Instead of the various methods to tackle this dissonance described above – ignoring it, addressing it, or attempting to resolve it through incorporation – I want to argue something polar opposite. Ludonarrative dissonance does not need to be a problem. It doesn’t require solving. It’s a solution. More than that, it is the solution to the oldest problem art’s ever been endowed with.
Art’s Oldest Problem
From its very beginning, art has been torn betwixt two ideals: income and expression. Art starts and ends in commerce. Money is required to produce it, and sustain the ones who make it. Films need budgets, books need publishing, paintings require paint. On art’s other end, it must supply artists with the means to continue living after it is sent into the world. They need food, a room of their own, and the free time to exercise their creativity, and their art needs to supply these. On some level, all professional art must be created with value beyond the artistic in mind. The Kalambo River wood structure was built for safety and comfort, the Leang Karampuang cave painting might have been a teaching-tool, or a bargain-chip for shelter, and the Epic of Gilgamesh was written by someone who lived on its proceeds for years to come. However, that cannot be all that art is about. It must be about life, truth, beauty, society, the inexpressible, and more, and it must chase these lofty ideals with integrity and dignity, without being dragged down into the dregs of necessity and commercialism. A painting made only to be sold cannot be truly great. It has to serve a higher purpose of some kind.

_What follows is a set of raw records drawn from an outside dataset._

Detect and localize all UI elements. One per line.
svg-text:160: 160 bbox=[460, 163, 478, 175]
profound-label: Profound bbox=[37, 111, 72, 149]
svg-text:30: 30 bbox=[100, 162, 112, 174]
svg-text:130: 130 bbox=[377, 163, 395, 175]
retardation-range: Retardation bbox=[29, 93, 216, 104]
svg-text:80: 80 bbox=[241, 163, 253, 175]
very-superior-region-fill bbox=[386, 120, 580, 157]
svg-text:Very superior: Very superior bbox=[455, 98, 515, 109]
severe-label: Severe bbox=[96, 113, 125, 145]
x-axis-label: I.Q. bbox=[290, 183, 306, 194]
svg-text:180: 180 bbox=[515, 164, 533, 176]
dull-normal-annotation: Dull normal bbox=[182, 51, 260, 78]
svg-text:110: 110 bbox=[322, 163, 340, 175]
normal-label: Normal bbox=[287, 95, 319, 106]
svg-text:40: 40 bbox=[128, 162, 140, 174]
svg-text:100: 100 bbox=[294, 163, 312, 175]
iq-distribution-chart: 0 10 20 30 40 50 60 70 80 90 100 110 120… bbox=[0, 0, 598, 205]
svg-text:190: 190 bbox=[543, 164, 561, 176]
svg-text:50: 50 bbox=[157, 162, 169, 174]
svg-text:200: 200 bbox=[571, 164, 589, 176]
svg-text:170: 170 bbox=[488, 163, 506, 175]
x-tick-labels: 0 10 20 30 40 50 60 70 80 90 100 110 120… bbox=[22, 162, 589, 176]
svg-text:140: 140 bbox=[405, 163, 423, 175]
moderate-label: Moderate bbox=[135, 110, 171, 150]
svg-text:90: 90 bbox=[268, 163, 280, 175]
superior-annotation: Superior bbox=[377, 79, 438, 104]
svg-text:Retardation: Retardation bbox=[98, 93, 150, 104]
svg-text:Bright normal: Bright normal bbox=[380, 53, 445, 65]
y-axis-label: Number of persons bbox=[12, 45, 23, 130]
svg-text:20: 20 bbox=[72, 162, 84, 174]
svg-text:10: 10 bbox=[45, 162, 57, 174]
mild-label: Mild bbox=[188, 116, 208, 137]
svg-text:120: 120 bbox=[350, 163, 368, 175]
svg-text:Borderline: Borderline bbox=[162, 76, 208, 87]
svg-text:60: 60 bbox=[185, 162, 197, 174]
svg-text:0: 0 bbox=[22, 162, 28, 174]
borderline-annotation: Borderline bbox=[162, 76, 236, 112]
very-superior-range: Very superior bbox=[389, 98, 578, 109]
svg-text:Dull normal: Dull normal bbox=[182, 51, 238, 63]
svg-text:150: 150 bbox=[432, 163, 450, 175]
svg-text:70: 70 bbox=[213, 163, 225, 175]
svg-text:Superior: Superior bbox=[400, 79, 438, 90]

The tension between these two forces is omnipresent in art. A film that is too artistic makes no money, and the director is never allowed to make one again. A book too commercial deadens the writer’s soul, and soon he has no joy in his profession to speak of. Great art finds a balance. Michelangelo was paid handsomely for the Sistine Chapel by the church, but made it a space of awe and androgynous beauty regardless. Raymond Chandler wrote in the ever-commercial genre of the pulpy detective story, but heightened it to the level of ‘true’ literature. Tony Gillroy required three-hundred million dollars to create Star Wars television series Andor, but delivered a poignant and personal analysis of the inner machinations of fascism in spite of the studio-oversight such a sum usually produces. Still, the success stories produced in this dichotomous system do not outweigh the failures, and the conflicts this tug-of-war produces are as much a part of our understanding of art, as the art itself is.
Intentional Dissonance
What if there was a way to circumvent this conflict completely? To split an artform in two? One half meant for commerce, for sellable entertainment and the sustainment of the artist, and the other half meant solely for the artist to express the essence of their art, uninterrupted by the soul crushing frivolities of commercialism. That is what ludonarrative dissonance does. Videogames can be two forms, two genres.

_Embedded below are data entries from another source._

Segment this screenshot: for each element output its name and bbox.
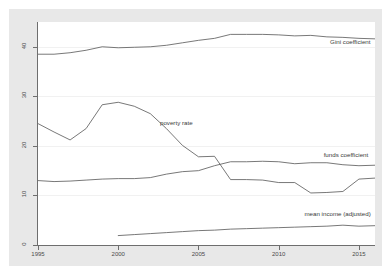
annotation-mean-income-adjusted: mean income (adjusted) [304, 210, 370, 217]
x-tick-label-2005: 2005 [183, 251, 213, 257]
x-tick-label-2010: 2010 [264, 251, 294, 257]
y-tick-mark-0 [33, 245, 37, 246]
annotation-funds-coefficient: funds coefficient [324, 151, 369, 158]
series-line-mean-income-adjusted [118, 225, 375, 235]
y-tick-mark-10 [33, 195, 37, 196]
y-tick-mark-40 [33, 47, 37, 48]
y-tick-mark-30 [33, 96, 37, 97]
x-tick-mark-1995 [38, 246, 39, 250]
x-tick-mark-2000 [118, 246, 119, 250]
annotation-poverty-rate: poverty rate [160, 119, 193, 126]
y-tick-label-40: 40 [21, 38, 27, 54]
x-tick-label-2015: 2015 [344, 251, 374, 257]
y-tick-label-20: 20 [21, 137, 27, 153]
series-line-poverty-rate [38, 102, 375, 193]
series-line-funds-coefficient [38, 161, 375, 181]
y-tick-label-30: 30 [21, 87, 27, 103]
annotation-gini-coefficient: Gini coefficient [330, 38, 370, 45]
x-tick-mark-2005 [198, 246, 199, 250]
x-tick-mark-2010 [279, 246, 280, 250]
y-tick-label-0: 0 [21, 236, 27, 252]
y-tick-mark-20 [33, 146, 37, 147]
x-tick-label-1995: 1995 [23, 251, 53, 257]
y-tick-label-10: 10 [21, 186, 27, 202]
x-tick-mark-2015 [359, 246, 360, 250]
series-line-gini-coefficient [38, 34, 375, 54]
x-axis-line [37, 245, 375, 246]
chart-figure: 010203040 19952000200520102015 Gini coef… [0, 0, 391, 275]
x-tick-label-2000: 2000 [103, 251, 133, 257]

Genre and form are telegraphed as much by its form as its content. We recognize a poem as a poem because of its poetic quality, but perhaps more so by its page-layout, the presence of white space, where we find it in the bookstore, and the word ‘poetry collection’ on the it’s cover. Video games thus contain two genres: the gameplay, as indicated by the fact the protagonist and the camera respond to controller-inputs; and the cut-scenes, telegraphed by a film-like quality, a lack of player control, and a camera-angle frequently uncoupled from the player character. The first form can be dedicated wholly to highly sellable dumb fun and the latter can be a space where the game creators comment on life, truth, beauty, society, the inexpressible, and more. Uncharted’s endless cascade of violence is partly why it sold so well, and why its touching message of finding contentment later in life reached so many. Borderland’s health-pack-shooting-system is what makes it chaotic and fun, and its cutscenes, while inconsistent, were genuinely affecting. There are, of course, profound limitations to this approach. It removes the impetus of artistic expression from the gameplay and creates a cleft experience. In a sense, it is a cop-out from art’s most endless battle. However, this battle is frequently unwinnable, so why not, on occasion cop-out a little? Games, like all art, have limitations spurred on by both its inherent properties and its monetary requirements, but these also make them unique, innovative, and utterly refreshing. Ludonarrative dissonance is a feature, as much as it is a bug, and embracing it as a limitation to work with instead of around could be of great benefit. Embracing dissonance is an opportunity to love videogames more deeply in spite of its seeming flaws. Videogames can be proud of their new little quirk.